If Apple is at war with Google for space in your living room, it looks like Cupertino could be losing.

It's worth stressing from the outset that the Apple TV and Google's Chromecast are different devices, particularly since the fourth-generation set-top box (including tvOS) launched from Apple. But each product is, after all, battling for a space near your HDTV. And as mentioned, if recent data is anything to go by, it seems Google's product is more popular than Apple's.

Fortune has the report, and notes that Google shipped 3.2 million Chromecasts in the first quarter of 2016; Apple, on the other hand, shipped 1.7 million Apple TVs. Significiantly, this marks the first time Google has overtaken Apple, according to market research firm IHS. Of course, Apple and Google aren't the only players in this market: there's also Amazon (and its Fire TV stick), Roku, and smart TVs from the likes of Samsung and LG, which integrate Internet-connected functionality within the television itself.

Concerning the news, IHS said:

We anticipate that this reversal will persist.

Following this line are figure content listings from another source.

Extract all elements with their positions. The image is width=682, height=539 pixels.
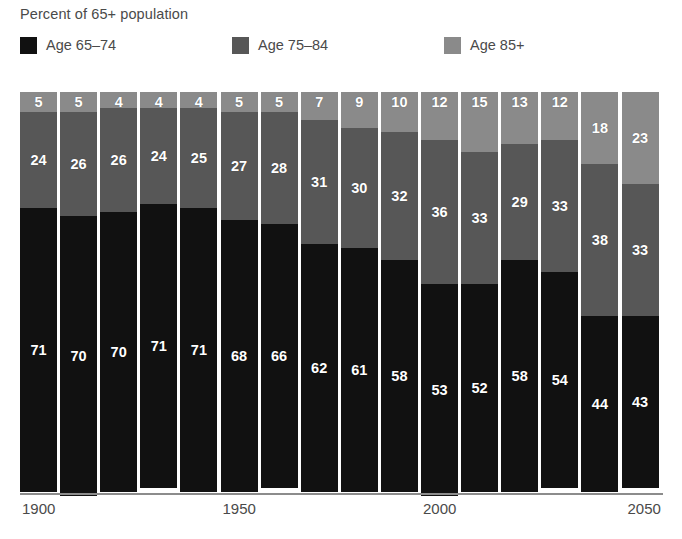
bar-segment-value: 58 bbox=[391, 369, 407, 384]
bar-segment-value: 10 bbox=[391, 95, 407, 110]
bar-segment-value: 5 bbox=[34, 95, 42, 110]
legend-item-label: Age 65–74 bbox=[46, 37, 116, 53]
bar-segment-value: 18 bbox=[592, 121, 608, 136]
bar-segment-value: 66 bbox=[271, 349, 287, 364]
bar-segment-1980-age-85: 9 bbox=[341, 92, 378, 128]
bar-1970[interactable]: 73162 bbox=[301, 92, 338, 492]
bar-segment-1970-age-65-74: 62 bbox=[301, 244, 338, 492]
bar-segment-value: 52 bbox=[472, 381, 488, 396]
bar-2040[interactable]: 183844 bbox=[581, 92, 618, 492]
bar-segment-value: 71 bbox=[191, 343, 207, 358]
bar-segment-2030-age-65-74: 54 bbox=[541, 272, 578, 488]
legend-item-2[interactable]: Age 85+ bbox=[444, 34, 524, 56]
x-axis-tick-label-2050: 2050 bbox=[628, 500, 661, 517]
bar-segment-1910-age-75-84: 26 bbox=[60, 112, 97, 216]
bar-segment-value: 58 bbox=[512, 369, 528, 384]
bar-segment-1970-age-75-84: 31 bbox=[301, 120, 338, 244]
bar-segment-1940-age-65-74: 71 bbox=[180, 208, 217, 492]
bar-1960[interactable]: 52866 bbox=[261, 92, 298, 492]
bar-segment-1940-age-75-84: 25 bbox=[180, 108, 217, 208]
bar-segment-2040-age-65-74: 44 bbox=[581, 316, 618, 492]
bar-segment-value: 61 bbox=[351, 363, 367, 378]
bar-segment-1900-age-65-74: 71 bbox=[20, 208, 57, 492]
bar-2020[interactable]: 132958 bbox=[501, 92, 538, 492]
bar-1950[interactable]: 52768 bbox=[221, 92, 258, 492]
bar-segment-2050-age-65-74: 43 bbox=[622, 316, 659, 488]
bar-segment-1940-age-85: 4 bbox=[180, 92, 217, 108]
bar-1940[interactable]: 42571 bbox=[180, 92, 217, 492]
legend-item-label: Age 85+ bbox=[470, 37, 524, 53]
bar-segment-value: 53 bbox=[431, 383, 447, 398]
bar-segment-1920-age-85: 4 bbox=[100, 92, 137, 108]
bar-segment-value: 71 bbox=[30, 343, 46, 358]
bar-segment-value: 29 bbox=[512, 195, 528, 210]
bar-segment-value: 24 bbox=[30, 153, 46, 168]
chart-title: Percent of 65+ population bbox=[20, 6, 188, 22]
bar-segment-value: 71 bbox=[151, 339, 167, 354]
bar-segment-2050-age-85: 23 bbox=[622, 92, 659, 184]
bar-segment-1990-age-65-74: 58 bbox=[381, 260, 418, 492]
bar-segment-1960-age-85: 5 bbox=[261, 92, 298, 112]
legend-swatch-age-75-84 bbox=[232, 37, 249, 54]
bar-1900[interactable]: 52471 bbox=[20, 92, 57, 492]
bar-segment-value: 26 bbox=[111, 153, 127, 168]
bar-segment-value: 68 bbox=[231, 349, 247, 364]
bar-segment-1900-age-75-84: 24 bbox=[20, 112, 57, 208]
bar-segment-1920-age-75-84: 26 bbox=[100, 108, 137, 212]
bar-segment-value: 70 bbox=[111, 345, 127, 360]
bar-segment-value: 4 bbox=[115, 95, 123, 108]
bar-1930[interactable]: 42471 bbox=[140, 92, 177, 492]
bar-segment-value: 38 bbox=[592, 233, 608, 248]
bar-segment-value: 36 bbox=[431, 205, 447, 220]
bar-segment-value: 9 bbox=[355, 95, 363, 110]
bar-segment-1910-age-85: 5 bbox=[60, 92, 97, 112]
bar-segment-value: 33 bbox=[632, 243, 648, 258]
bar-segment-value: 44 bbox=[592, 397, 608, 412]
chart-plot-area: 5247152670426704247142571527685286673162… bbox=[20, 92, 662, 492]
bar-2050[interactable]: 233343 bbox=[622, 92, 659, 492]
bar-1920[interactable]: 42670 bbox=[100, 92, 137, 492]
bar-2030[interactable]: 123354 bbox=[541, 92, 578, 492]
bar-segment-2020-age-75-84: 29 bbox=[501, 144, 538, 260]
bar-segment-2030-age-85: 12 bbox=[541, 92, 578, 140]
bar-segment-value: 62 bbox=[311, 361, 327, 376]
bar-segment-value: 33 bbox=[472, 211, 488, 226]
bar-segment-value: 43 bbox=[632, 395, 648, 410]
bar-2000[interactable]: 123653 bbox=[421, 92, 458, 492]
x-axis-tick-label-1950: 1950 bbox=[223, 500, 256, 517]
bar-segment-value: 4 bbox=[155, 95, 163, 108]
bar-segment-value: 26 bbox=[71, 157, 87, 172]
x-axis-tick-label-1900: 1900 bbox=[22, 500, 55, 517]
bar-segment-value: 31 bbox=[311, 175, 327, 190]
legend-swatch-age-85-plus bbox=[444, 37, 461, 54]
bar-segment-1970-age-85: 7 bbox=[301, 92, 338, 120]
bar-segment-1930-age-85: 4 bbox=[140, 92, 177, 108]
bar-segment-value: 4 bbox=[195, 95, 203, 108]
bar-segment-1950-age-85: 5 bbox=[221, 92, 258, 112]
bar-segment-value: 12 bbox=[552, 95, 568, 110]
x-axis-tick-label-2000: 2000 bbox=[423, 500, 456, 517]
bar-segment-1910-age-65-74: 70 bbox=[60, 216, 97, 496]
legend-item-label: Age 75–84 bbox=[258, 37, 328, 53]
bar-1990[interactable]: 103258 bbox=[381, 92, 418, 492]
bar-segment-2010-age-85: 15 bbox=[461, 92, 498, 152]
bar-segment-1950-age-65-74: 68 bbox=[221, 220, 258, 492]
bar-segment-value: 32 bbox=[391, 189, 407, 204]
bar-segment-2000-age-65-74: 53 bbox=[421, 284, 458, 496]
legend-item-1[interactable]: Age 75–84 bbox=[232, 34, 328, 56]
bar-segment-value: 27 bbox=[231, 159, 247, 174]
bar-segment-value: 7 bbox=[315, 95, 323, 110]
bar-segment-value: 5 bbox=[75, 95, 83, 110]
bar-segment-1960-age-65-74: 66 bbox=[261, 224, 298, 488]
bar-segment-2030-age-75-84: 33 bbox=[541, 140, 578, 272]
bar-1980[interactable]: 93061 bbox=[341, 92, 378, 492]
legend-item-0[interactable]: Age 65–74 bbox=[20, 34, 116, 56]
bar-segment-value: 33 bbox=[552, 199, 568, 214]
bar-1910[interactable]: 52670 bbox=[60, 92, 97, 492]
bar-segment-2020-age-85: 13 bbox=[501, 92, 538, 144]
bar-segment-2050-age-75-84: 33 bbox=[622, 184, 659, 316]
bar-segment-value: 25 bbox=[191, 151, 207, 166]
bar-segment-1920-age-65-74: 70 bbox=[100, 212, 137, 492]
bar-segment-2000-age-85: 12 bbox=[421, 92, 458, 140]
bar-2010[interactable]: 153352 bbox=[461, 92, 498, 492]
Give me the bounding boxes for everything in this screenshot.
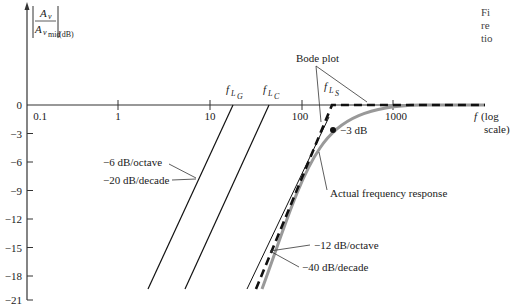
minus3db-point xyxy=(330,127,336,133)
caption-line: re xyxy=(481,19,493,32)
svg-text:(dB): (dB) xyxy=(59,30,74,39)
actual-response-pointer xyxy=(319,152,327,190)
twenty-db-decade-label: −20 dB/decade xyxy=(103,174,169,186)
six-db-pointer xyxy=(169,164,196,178)
svg-text:S: S xyxy=(335,89,339,98)
y-axis-arrow-icon xyxy=(25,2,30,10)
figure-caption-fragment: Fi re tio xyxy=(481,6,493,45)
f-lg-asymptote xyxy=(148,105,233,289)
svg-text:0.1: 0.1 xyxy=(33,110,47,122)
caption-line: Fi xyxy=(481,6,493,19)
minus3db-label: −3 dB xyxy=(340,124,367,136)
caption-line: tio xyxy=(481,32,493,45)
y-tick-labels: 0 −3 −6 −9 −12 −15 −18 −21 xyxy=(5,99,23,305)
svg-text:L: L xyxy=(230,89,236,98)
svg-text:0: 0 xyxy=(17,99,23,111)
svg-text:v: v xyxy=(48,12,52,21)
svg-text:−21: −21 xyxy=(5,294,22,305)
svg-text:1000: 1000 xyxy=(385,110,408,122)
svg-text:−3: −3 xyxy=(10,128,22,140)
svg-text:A: A xyxy=(39,7,47,19)
svg-text:−15: −15 xyxy=(5,242,23,254)
forty-db-decade-label: −40 dB/decade xyxy=(302,261,368,273)
svg-text:f: f xyxy=(474,110,479,122)
svg-text:−18: −18 xyxy=(5,270,23,282)
svg-text:L: L xyxy=(328,86,334,95)
y-axis-title: A v A v mid (dB) xyxy=(33,6,74,39)
svg-text:100: 100 xyxy=(292,110,309,122)
six-db-octave-label: −6 dB/octave xyxy=(103,156,162,168)
x-axis-title: f (log scale) xyxy=(474,110,510,136)
twelve-db-octave-label: −12 dB/octave xyxy=(314,239,379,251)
svg-text:L: L xyxy=(267,89,273,98)
label-f-ls: f L S xyxy=(324,80,339,98)
svg-text:1: 1 xyxy=(115,110,121,122)
svg-text:−9: −9 xyxy=(10,185,22,197)
svg-text:(log: (log xyxy=(481,110,499,123)
svg-text:−6: −6 xyxy=(10,156,22,168)
label-f-lg: f L G xyxy=(226,83,243,101)
svg-text:10: 10 xyxy=(205,110,217,122)
bode-pointer-left xyxy=(316,66,321,122)
svg-text:v: v xyxy=(43,28,47,37)
y-ticks xyxy=(27,134,33,301)
f-lc-asymptote xyxy=(185,105,269,289)
svg-text:C: C xyxy=(274,92,280,101)
svg-text:A: A xyxy=(34,23,42,35)
svg-text:−12: −12 xyxy=(5,213,22,225)
label-f-lc: f L C xyxy=(263,83,280,101)
svg-text:scale): scale) xyxy=(484,123,510,136)
svg-text:G: G xyxy=(237,92,243,101)
twenty-db-pointer xyxy=(172,179,196,180)
corner-freq-labels: f L G f L C f L S xyxy=(226,80,339,101)
actual-response-label: Actual frequency response xyxy=(330,187,447,199)
bode-chart: 0 −3 −6 −9 −12 −15 −18 −21 0.1 1 10 100 … xyxy=(0,0,511,305)
bode-plot-label: Bode plot xyxy=(296,52,339,64)
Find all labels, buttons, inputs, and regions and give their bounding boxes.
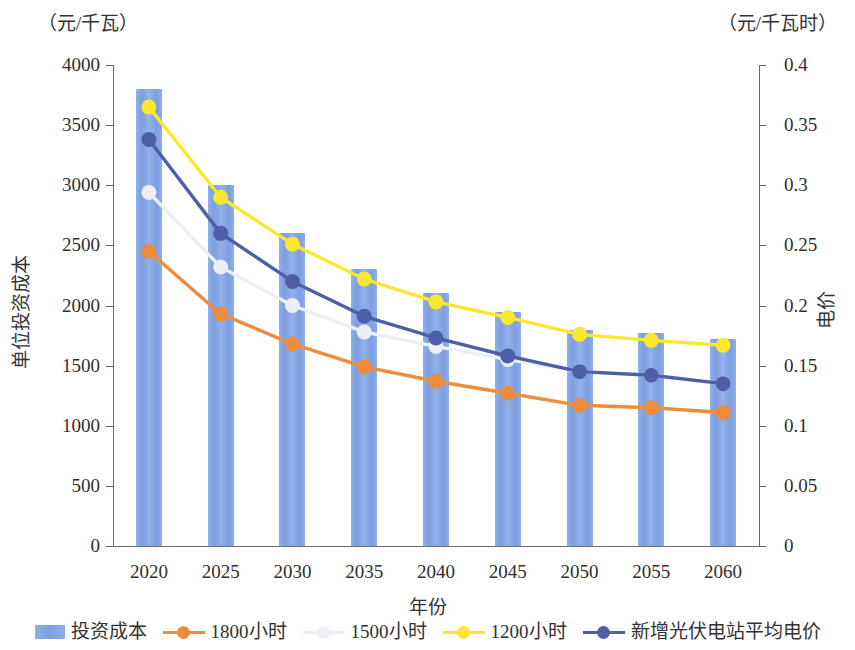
legend-item[interactable]: 新增光伏电站平均电价 — [583, 622, 821, 641]
data-point-marker — [357, 359, 372, 374]
right-axis-tick — [759, 306, 766, 307]
right-axis-tick — [759, 366, 766, 367]
line-series-layer — [113, 65, 759, 546]
data-point-marker — [500, 349, 515, 364]
x-axis-tick-label: 2060 — [683, 561, 763, 583]
legend-item[interactable]: 1800小时 — [163, 622, 287, 641]
right-axis-tick-label: 0.2 — [784, 296, 808, 315]
data-point-marker — [213, 260, 228, 275]
legend-label: 新增光伏电站平均电价 — [631, 622, 821, 641]
right-axis-tick — [759, 546, 766, 547]
legend-line-swatch — [443, 625, 485, 639]
data-point-marker — [500, 310, 515, 325]
legend-line-swatch — [163, 625, 205, 639]
left-axis-tick-label: 4000 — [62, 55, 100, 74]
legend-marker-dot — [177, 626, 190, 639]
right-axis-tick — [759, 125, 766, 126]
x-axis-tick-label: 2025 — [181, 561, 261, 583]
x-axis-tick-label: 2055 — [611, 561, 691, 583]
line-path — [149, 192, 723, 383]
data-point-marker — [716, 376, 731, 391]
left-axis-tick — [106, 546, 113, 547]
line-path — [149, 107, 723, 345]
legend-line-swatch — [303, 625, 345, 639]
data-point-marker — [716, 405, 731, 420]
left-axis-tick — [106, 306, 113, 307]
x-axis-tick-label: 2045 — [468, 561, 548, 583]
right-axis-tick-label: 0.1 — [784, 416, 808, 435]
data-point-marker — [141, 132, 156, 147]
x-axis-tick-label: 2030 — [252, 561, 332, 583]
x-axis-line — [113, 546, 759, 547]
data-point-marker — [213, 226, 228, 241]
line-series — [141, 185, 730, 391]
chart-container: （元/千瓦） （元/千瓦时） 单位投资成本 电价 年份 050010001500… — [0, 0, 855, 650]
line-series — [141, 100, 730, 353]
right-axis-tick-label: 0.4 — [784, 55, 808, 74]
legend-item[interactable]: 1200小时 — [443, 622, 567, 641]
right-axis-tick — [759, 245, 766, 246]
data-point-marker — [572, 398, 587, 413]
left-axis-tick — [106, 185, 113, 186]
x-axis-title: 年份 — [0, 592, 855, 619]
left-axis-tick-label: 2500 — [62, 235, 100, 254]
data-point-marker — [285, 237, 300, 252]
right-axis-tick-label: 0.15 — [784, 356, 817, 375]
data-point-marker — [429, 374, 444, 389]
legend-item[interactable]: 投资成本 — [35, 622, 147, 641]
legend-line-swatch — [583, 625, 625, 639]
right-axis-tick — [759, 65, 766, 66]
left-axis-tick — [106, 366, 113, 367]
legend-label: 1800小时 — [211, 622, 287, 641]
chart-legend: 投资成本1800小时1500小时1200小时新增光伏电站平均电价 — [0, 622, 855, 641]
left-axis-title: 单位投资成本 — [6, 259, 33, 369]
left-axis-tick — [106, 125, 113, 126]
right-axis-tick-label: 0.25 — [784, 235, 817, 254]
data-point-marker — [644, 333, 659, 348]
right-axis-tick — [759, 426, 766, 427]
right-axis-tick-label: 0.3 — [784, 175, 808, 194]
legend-marker-dot — [597, 626, 610, 639]
plot-area: 05001000150020002500300035004000 00.050.… — [113, 65, 759, 546]
legend-label: 1500小时 — [351, 622, 427, 641]
left-axis-tick — [106, 245, 113, 246]
right-axis-tick — [759, 486, 766, 487]
legend-item[interactable]: 1500小时 — [303, 622, 427, 641]
left-axis-tick — [106, 426, 113, 427]
right-axis-tick-label: 0 — [784, 536, 794, 555]
left-axis-tick-label: 3500 — [62, 115, 100, 134]
data-point-marker — [357, 324, 372, 339]
data-point-marker — [141, 185, 156, 200]
data-point-marker — [429, 330, 444, 345]
legend-label: 1200小时 — [491, 622, 567, 641]
data-point-marker — [213, 190, 228, 205]
left-axis-tick-label: 3000 — [62, 175, 100, 194]
data-point-marker — [213, 306, 228, 321]
left-axis-tick-label: 1000 — [62, 416, 100, 435]
data-point-marker — [141, 100, 156, 115]
data-point-marker — [572, 364, 587, 379]
data-point-marker — [572, 327, 587, 342]
data-point-marker — [357, 272, 372, 287]
data-point-marker — [285, 336, 300, 351]
left-axis-tick-label: 2000 — [62, 296, 100, 315]
data-point-marker — [644, 400, 659, 415]
x-axis-tick-label: 2040 — [396, 561, 476, 583]
right-axis-tick-label: 0.05 — [784, 476, 817, 495]
x-axis-tick-label: 2050 — [540, 561, 620, 583]
left-axis-tick — [106, 486, 113, 487]
left-axis-tick — [106, 65, 113, 66]
right-axis-tick-label: 0.35 — [784, 115, 817, 134]
left-axis-unit-label: （元/千瓦） — [38, 8, 138, 35]
left-axis-tick-label: 1500 — [62, 356, 100, 375]
left-axis-tick-label: 0 — [91, 536, 101, 555]
data-point-marker — [429, 294, 444, 309]
data-point-marker — [500, 386, 515, 401]
x-axis-tick-label: 2035 — [324, 561, 404, 583]
legend-marker-dot — [457, 626, 470, 639]
x-axis-tick-label: 2020 — [109, 561, 189, 583]
legend-bar-swatch — [35, 625, 65, 639]
data-point-marker — [357, 309, 372, 324]
right-axis-tick — [759, 185, 766, 186]
right-axis-unit-label: （元/千瓦时） — [718, 8, 837, 35]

Since the introduction of the fourth-generation Apple TV, Apple and Google have pursued vastly different strategies.

These “different strategies” have, of course, resulted in two vastly different products, and so it's difficult to compare the Apple TV and Chromecast too directly. Price is one of the biggest differences between the two: for $35, Google's HDMI dongle is worth taking a chance on for anyone interested in giving their HDTV some extra features. The Apple TV, on the other hand, is a $149 experience that features its own App Store, applications, and voice control.

Does that mean consumers don't want the wealth of functionality the Apple TV offers? Perhaps – or rather more fairly, perhaps not yet. But interest in the Apple TV is growing, even if its share of the market isn't rocketing quite so quickly as Google's.